You run one or more swift-bench-client processes like this:
$ swift-bench-client 127.0.0.1 20001
$ swift-bench-client 127.0.0.1 20002
Then you run swift-bench with a new option, --bench-clients (-b), which is
specified once for each swift-bench-client:
$ swift-bench -b 127.0.0.1:20001 -b 127.0.0.1:20002
You get log lines from each client (interleaved) along with a final report
for all clients:
127.0.0.1:20002 swift-bench-server 2012-08-25 22:44:06,148 INFO Auth version: 1.0
127.0.0.1:20001 swift-bench-server 2012-08-25 22:44:06,148 INFO Auth version: 1.0
127.0.0.1:20001 swift-bench-server 2012-08-25 22:44:12,249 INFO 83 PUTS [0 failures], 41.5/s
127.0.0.1:20002 swift-bench-server 2012-08-25 22:44:14,430 INFO 74 PUTS [0 failures], 34.3/s
...
127.0.0.1:20002 swift-bench-server 2012-08-25 22:45:18,942 INFO Auth version: 1.0
127.0.0.1:20002 swift-bench-server 2012-08-25 22:45:20,946 INFO 238 DEL [2 failures], 118.9/s
swift-bench 2012-08-25 22:45:27,549 INFO 2000 PUTS **FINAL** [0 failures], 56.8/s
swift-bench 2012-08-25 22:45:27,550 INFO 30000 GETS **FINAL** [50 failures], 974.6/s
swift-bench 2012-08-25 22:45:27,550 INFO 2000 DEL **FINAL** [20 failures], 237.1/s
The concurrency, PUT count, and GET count config settings are divided by
the number of bench_clients.
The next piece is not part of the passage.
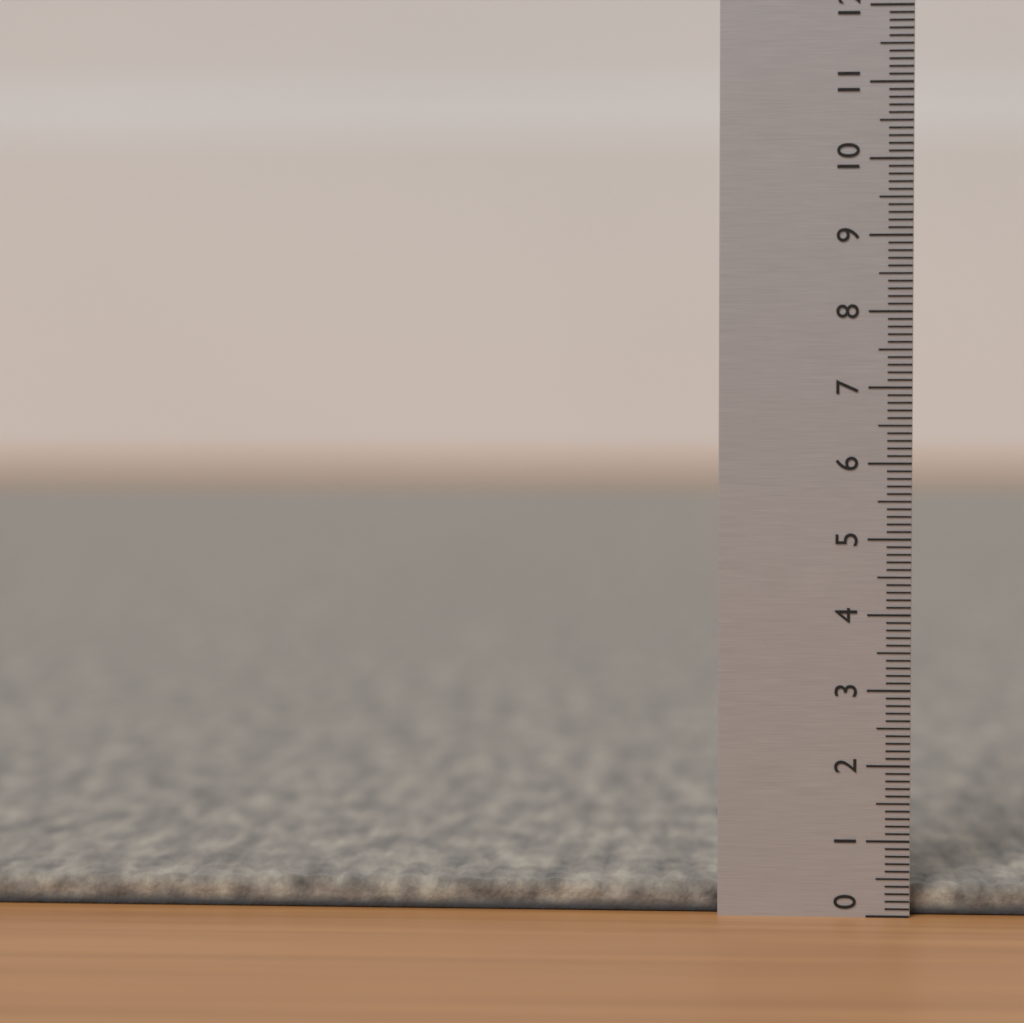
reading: 0.4 (no unit)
In other words, the same volume of work is
attempted (vs. not specifying --bench-clients), but it can now span
servers and CPU cores.
Benchmark containers are created (if use_proxy = yes) and deleted (if
delete = yes), with appropriate concurrency, in the initiating
swift-bench process, not any of the swift-bench-client processes.